Dunn briefly swerved from original material in favor of an unexpected coupling of covers. A breathtaking rendition of “Disorder” by Joy Division flaunted the El Ten Eleven’s versatility by stamping the hauntingly detached track with their stamp of gripping inventiveness. The band continued this trajectory with an All Time Low cover, as well. While the crowd quickly recognized the subjects of these homages, it was delivered in a style that is uniquely El Ten Eleven—atmospheric, nuanced, and dynamic.

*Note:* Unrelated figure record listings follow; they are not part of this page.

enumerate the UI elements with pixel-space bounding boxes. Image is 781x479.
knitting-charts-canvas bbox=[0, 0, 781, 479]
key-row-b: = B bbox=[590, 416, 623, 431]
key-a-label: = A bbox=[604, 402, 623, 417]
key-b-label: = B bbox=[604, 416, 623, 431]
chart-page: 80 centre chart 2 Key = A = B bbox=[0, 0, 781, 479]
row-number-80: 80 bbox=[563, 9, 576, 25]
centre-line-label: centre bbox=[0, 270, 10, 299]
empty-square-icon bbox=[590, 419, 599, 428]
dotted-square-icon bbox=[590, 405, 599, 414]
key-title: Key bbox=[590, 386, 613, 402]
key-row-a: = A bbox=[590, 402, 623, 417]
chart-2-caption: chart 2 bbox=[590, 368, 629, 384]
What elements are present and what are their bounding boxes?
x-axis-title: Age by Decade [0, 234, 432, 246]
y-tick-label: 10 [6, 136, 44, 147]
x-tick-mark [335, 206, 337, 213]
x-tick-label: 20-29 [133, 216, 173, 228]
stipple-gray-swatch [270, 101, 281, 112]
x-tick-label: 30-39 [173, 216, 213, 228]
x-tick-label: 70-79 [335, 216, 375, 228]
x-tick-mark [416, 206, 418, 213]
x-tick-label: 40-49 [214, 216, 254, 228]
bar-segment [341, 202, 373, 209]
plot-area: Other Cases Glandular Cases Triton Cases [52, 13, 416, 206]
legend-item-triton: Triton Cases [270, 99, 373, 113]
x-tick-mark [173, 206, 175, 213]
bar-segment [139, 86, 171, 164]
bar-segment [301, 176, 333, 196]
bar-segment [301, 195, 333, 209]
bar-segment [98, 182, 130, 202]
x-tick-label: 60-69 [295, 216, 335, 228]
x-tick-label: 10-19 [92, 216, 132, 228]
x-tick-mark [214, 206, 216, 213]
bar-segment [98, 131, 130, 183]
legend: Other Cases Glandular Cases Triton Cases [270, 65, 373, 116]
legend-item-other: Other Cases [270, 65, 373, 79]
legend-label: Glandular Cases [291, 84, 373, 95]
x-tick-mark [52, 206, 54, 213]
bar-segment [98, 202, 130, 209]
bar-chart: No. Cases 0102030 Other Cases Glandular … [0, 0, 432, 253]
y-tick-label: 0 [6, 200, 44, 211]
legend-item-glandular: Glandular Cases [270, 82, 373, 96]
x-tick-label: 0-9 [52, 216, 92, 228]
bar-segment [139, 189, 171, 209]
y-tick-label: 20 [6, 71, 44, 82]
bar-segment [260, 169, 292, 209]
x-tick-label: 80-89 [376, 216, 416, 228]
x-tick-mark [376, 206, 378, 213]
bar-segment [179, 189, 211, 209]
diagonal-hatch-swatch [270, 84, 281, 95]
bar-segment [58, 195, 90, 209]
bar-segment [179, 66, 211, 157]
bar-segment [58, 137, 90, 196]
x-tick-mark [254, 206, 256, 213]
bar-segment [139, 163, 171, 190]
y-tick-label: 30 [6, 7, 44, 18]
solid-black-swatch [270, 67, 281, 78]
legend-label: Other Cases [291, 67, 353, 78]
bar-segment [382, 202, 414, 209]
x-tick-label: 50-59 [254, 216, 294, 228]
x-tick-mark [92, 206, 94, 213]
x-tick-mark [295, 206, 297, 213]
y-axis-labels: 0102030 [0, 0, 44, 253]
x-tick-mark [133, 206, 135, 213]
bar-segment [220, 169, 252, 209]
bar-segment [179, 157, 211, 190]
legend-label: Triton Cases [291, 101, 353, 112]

As the compositions continued to unfold and take flight in the electric air, Dunn’s showmanship enticed the audience. Dunn’s relentless supply of energy was mystifying as he scaled the stage with a lighthearted hop and became so engrossed in the music at one point that he accidentally kicked over his double-neck guitar.
Dunn fazed into “I Like Van Halen Because My Sister Says They Are Cool” at the stroke of midnight, doling out a magnificent inauguration to the new day. The unshakeable magnetism of the track—brief by El Ten Eleven’s standards, clocking in at just below four minutes—crafted itself into an incredibly profound opus as it exploded in intricacies. “In Transit,” a song that Dunn dubbed as their “hardest song to play,” owed to its constant key changes and array of time signatures, followed the crowd favorite. The 15-minute power play was beautifully complex and laid all of the duo’s expertise on the line.
El Ten Eleven’s imprint of spellbinding musicianship crafted a show as mystifying in its technicalities as it was in its beauty. The duo’s energy never waned, as they went balls to the wall of sound with each and every musical attack, determined to shove their compositions away from instrumental trivialities and clichés. El Ten Eleven explored every vein of musicianship so luminously that even the dull hum of static prevailed over the booming applause seemed tinged with beauty.